What needs to be done —
The answer consists of the lines from the line holding "Image resolution: width=740" through the last line of the entries, retyped exactly, and nothing else. No pictures belong in it.

Saved entries —
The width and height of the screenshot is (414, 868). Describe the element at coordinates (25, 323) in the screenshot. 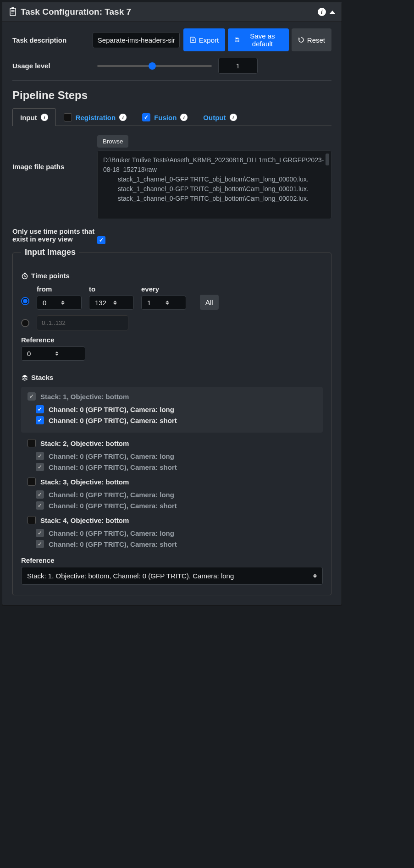

I see `timepoints-expr-radio` at that location.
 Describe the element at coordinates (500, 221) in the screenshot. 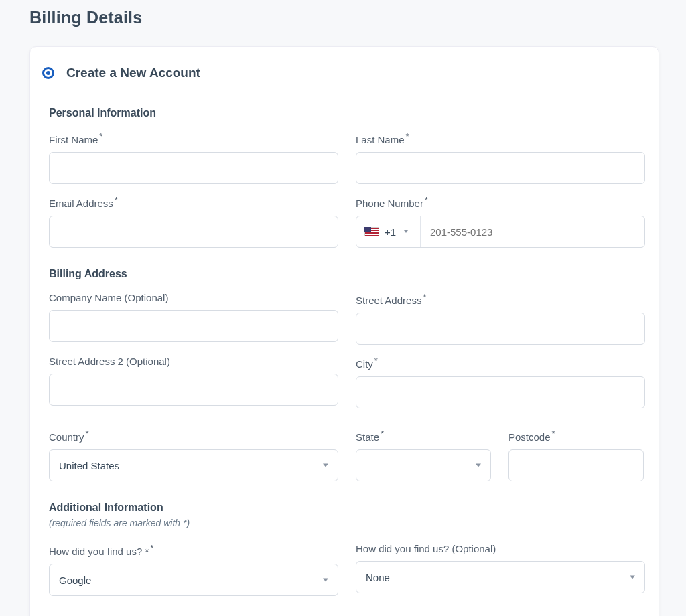

I see `field-phone: Phone Number* +1` at that location.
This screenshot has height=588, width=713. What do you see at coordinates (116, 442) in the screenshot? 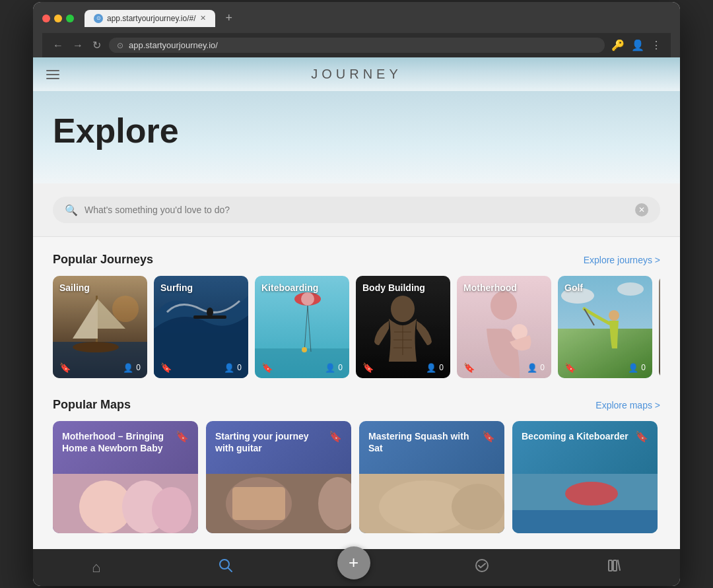
I see `map-motherhood-title: Motherhood – Bringing Home a Newborn Bab…` at bounding box center [116, 442].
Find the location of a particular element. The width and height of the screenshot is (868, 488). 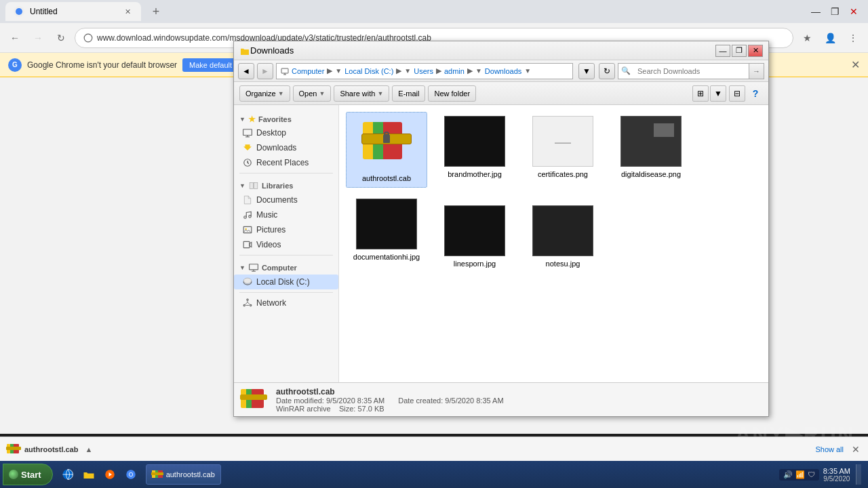

list-item: linesporn.jpg is located at coordinates (475, 237).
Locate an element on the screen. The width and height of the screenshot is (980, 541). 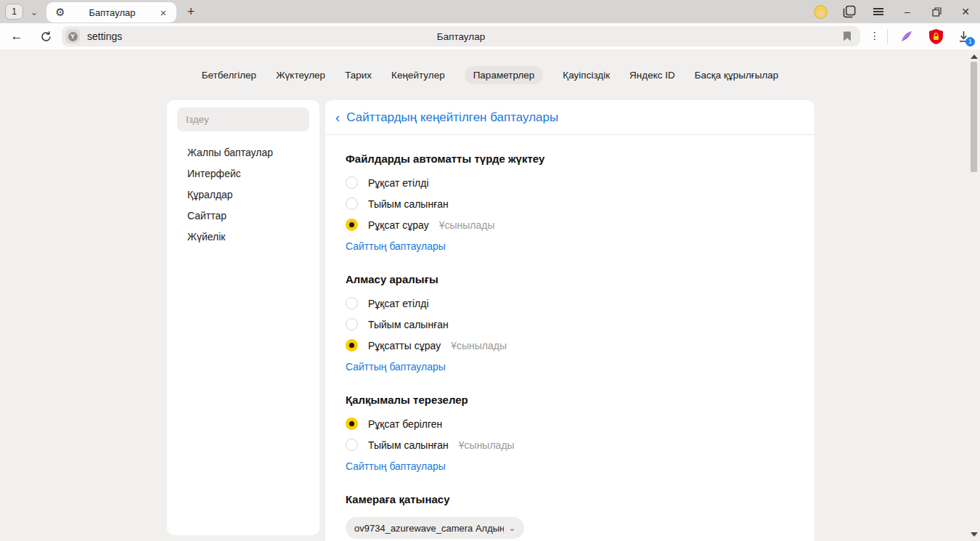
page-header-title: Сайттардың кеңейтілген баптаулары is located at coordinates (452, 118).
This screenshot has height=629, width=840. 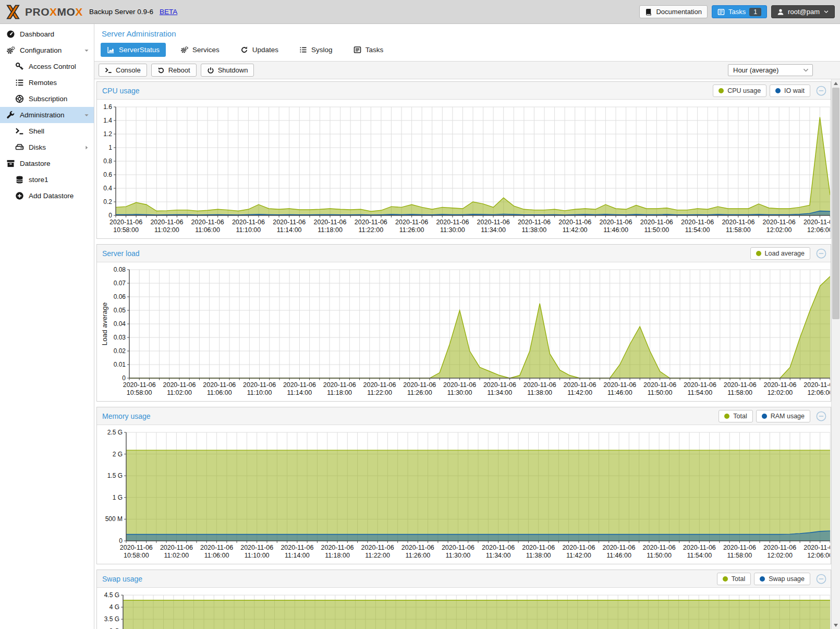 What do you see at coordinates (803, 11) in the screenshot?
I see `user-menu-button: root@pam` at bounding box center [803, 11].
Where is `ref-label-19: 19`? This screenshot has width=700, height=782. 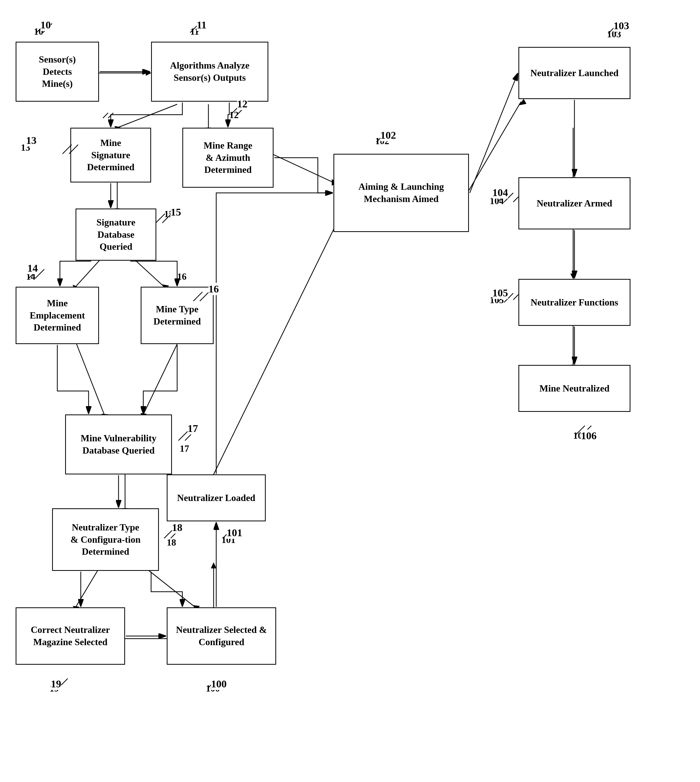 ref-label-19: 19 is located at coordinates (56, 684).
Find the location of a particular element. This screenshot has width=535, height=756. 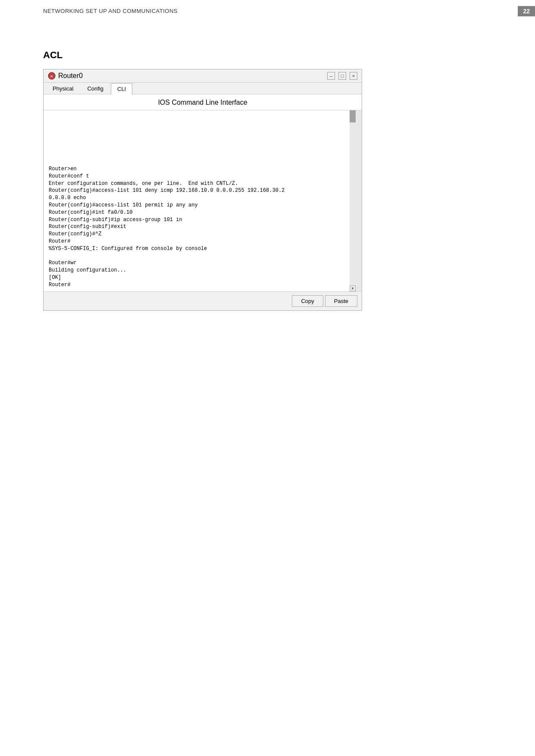

ios-title: IOS Command Line Interface is located at coordinates (203, 103).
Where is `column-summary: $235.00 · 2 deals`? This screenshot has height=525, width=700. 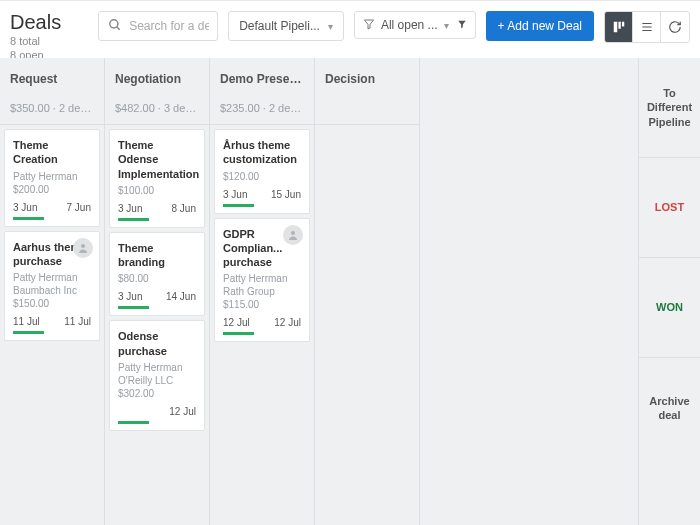 column-summary: $235.00 · 2 deals is located at coordinates (262, 108).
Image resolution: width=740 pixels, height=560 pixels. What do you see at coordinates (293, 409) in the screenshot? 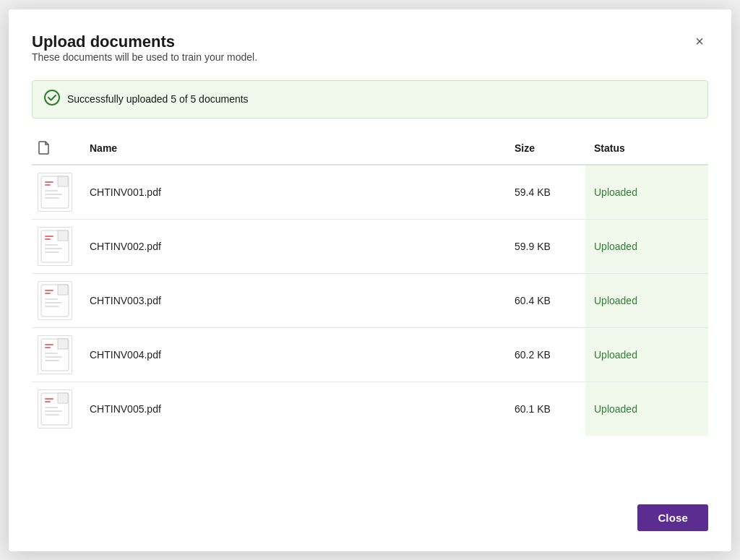
I see `file-name-cell: CHTINV005.pdf` at bounding box center [293, 409].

Expected output —
Image resolution: width=740 pixels, height=560 pixels. What do you see at coordinates (293, 409) in the screenshot? 
I see `file-name-cell: CHTINV005.pdf` at bounding box center [293, 409].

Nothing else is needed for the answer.